Ana was wearing the black wig with the pink streak that framed her face. “This is my least conspicuous one,” she’d said when she put it on that morning, “even though it’s still pretty conspicuous.”

I felt bad for thinking I preferred her in a wig. Seeing her bald was uncomfortable. It made her look so weak.

I checked my phone again. The night before, I’d called Chuck to let him know I wasn’t coming home. He hadn’t responded. This was unlike him. It meant things were bad in a new way now, worse than they’d been before. The boys were fine. I’d texted each of them to explain. Not coming home tonight. My friend needs me. Cam had responded with emojis I’d never seen before, and Jed had responded, Whatever.

?

The restaurant was called, simply, Pasta, and the letters on the sign were written in a loopy font that looked like linguine. “I don’t see his car,” Ana said, pulling into a spot behind the bank like she had done this many times before. She turned the engine off. The prickling sensation in my armpits told me I was nervous.

“Has the plan come to you yet?”

“No,” she said, not worried. She tugged at her bangs, puckered her lips in the rearview mirror. “Ugh, these lips are like flat tires,” she said. “I want to look hot in case he’s in there.” She pushed her breasts closer together for more cleavage. “Isn’t that sad?”

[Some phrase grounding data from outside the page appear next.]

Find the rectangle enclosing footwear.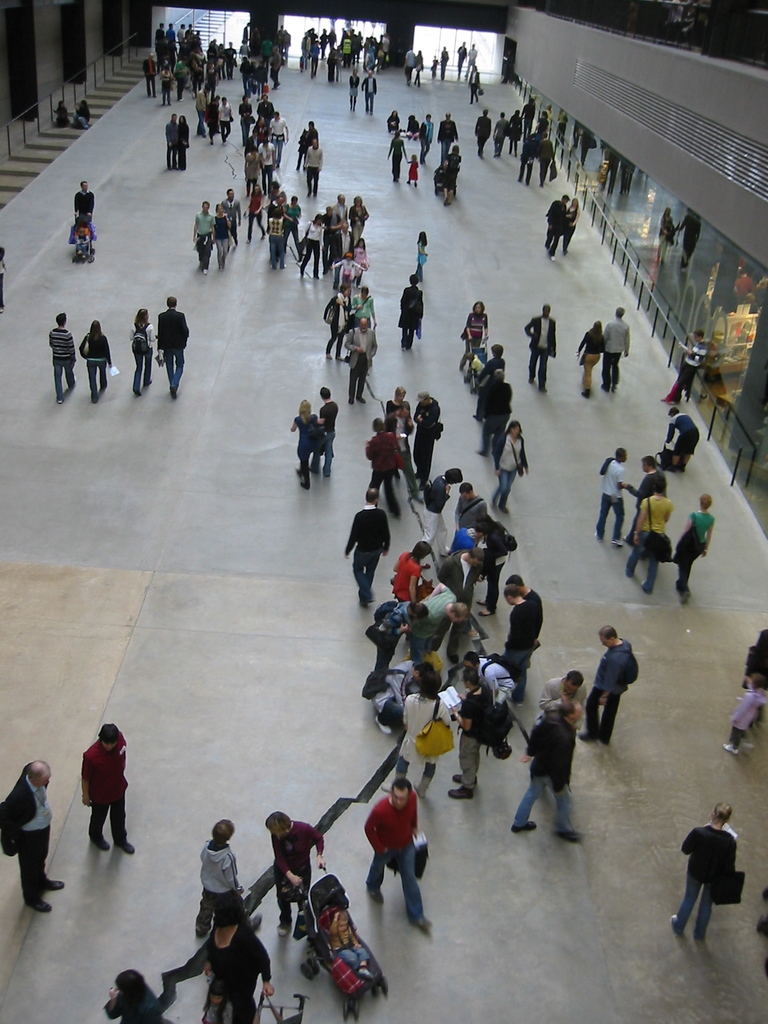
(x1=724, y1=743, x2=739, y2=753).
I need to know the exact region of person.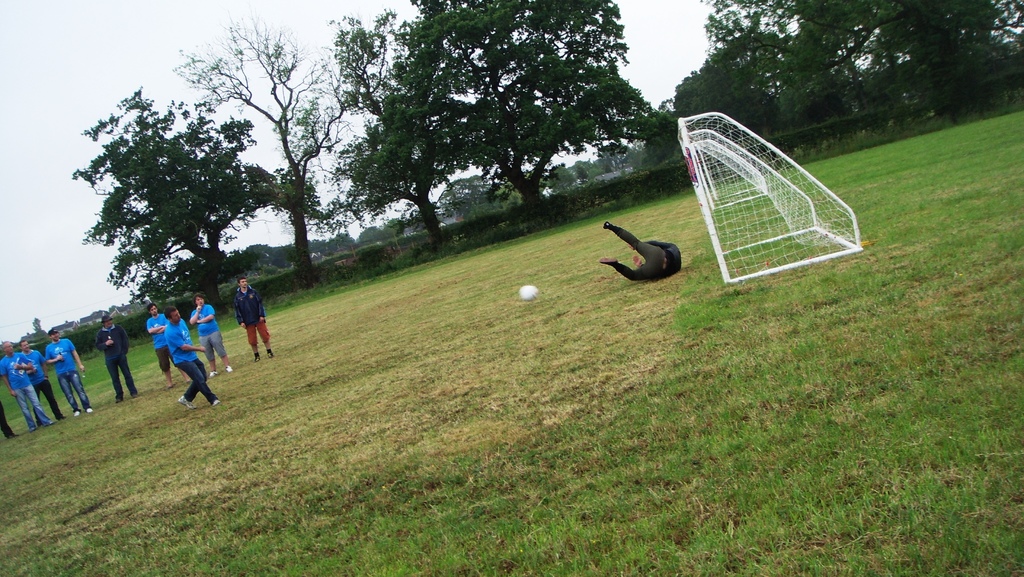
Region: x1=3, y1=337, x2=51, y2=430.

“You look great,” I assured her.

“Thanks, Nan. You’re the most supportive person I know. You are my cement-poured foundation.”

Before I could tell Ana that she was my attic, or my chimney, or my roof deck (I was still working it out), she set her hand on mine. “Let’s take pause, okay?”

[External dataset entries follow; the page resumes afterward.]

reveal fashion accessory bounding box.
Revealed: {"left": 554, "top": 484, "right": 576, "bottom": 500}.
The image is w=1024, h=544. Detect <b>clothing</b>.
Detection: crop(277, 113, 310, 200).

We sat there for two minutes. Or five minutes; it was hard to tell. The sound of cars. Of footsteps walking up the stairs to the bank, of the ATM beeping, of footsteps going back down the stairs. There was the constant chirping of birds, birds, birds, and Hawaii really was the most magical place on earth, and I should be grateful, grateful, grateful but Chuck was such an asshole and I was angry, angry, angry and I would focus my angry energy on Gregory now, who was the same type of asshole, or worse.

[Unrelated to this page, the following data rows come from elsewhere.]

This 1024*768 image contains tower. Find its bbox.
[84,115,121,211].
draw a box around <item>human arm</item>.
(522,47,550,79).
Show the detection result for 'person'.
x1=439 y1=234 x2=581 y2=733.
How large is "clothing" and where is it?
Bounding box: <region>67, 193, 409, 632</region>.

Ana marked the end of our pause with an om and I joined her. Then she said, “Okay, let’s go. I still don’t have a solid plan. We’ll eat lunch at the restaurant and figure it out from there.”

It was three in the afternoon and the restaurant was nearly empty. Only two tables were occupied. A pretty waitress with unfortunate cystic acne on her neck scurried past us in a frenzied state, and then a hostess popped up from behind her podium to say, “Ciao.”

Ana elbowed me. “G makes them say that,” she whispered.

Okay, so we were calling him G now.

“Two?” The hostess took two menus off the stand.

“Yes,” we said at the same time.

“Follow me.”

Everything was spotless, but it wasn’t the sleek, modern look I had expected. It was a lot tackier than that. On the walls was a random mix of pasta art. A highly detailed pencil drawing of a single piece of penne (some cursive words underneath—maybe its Latin name?) hung next to an almost indistinguishable face made from actual pieces of dry penne. The furniture looked old and it didn’t match. Even two chairs at the same table weren’t the same chairs. But it was set up in an orderly way, with the silverware very straight on each napkin and a vase of flowers perfectly centered on each table.

The hostess was taking us to the window when Ana gasped. “No,” she said, her hand going to her throat. Her eyes were on the fish tank, where a red fish with fins like tattered rags was completely still in the water. “We want to sit there.” Ana pointed to the table under the tank.

“No problem,” said the hostess, who tilted herself comically in the new direction like she was steering an imaginary car.

Ana chose the chair that looked like a throne, which left me with the little wicker chair.

“Your waitress will be right with you,” the hostess said.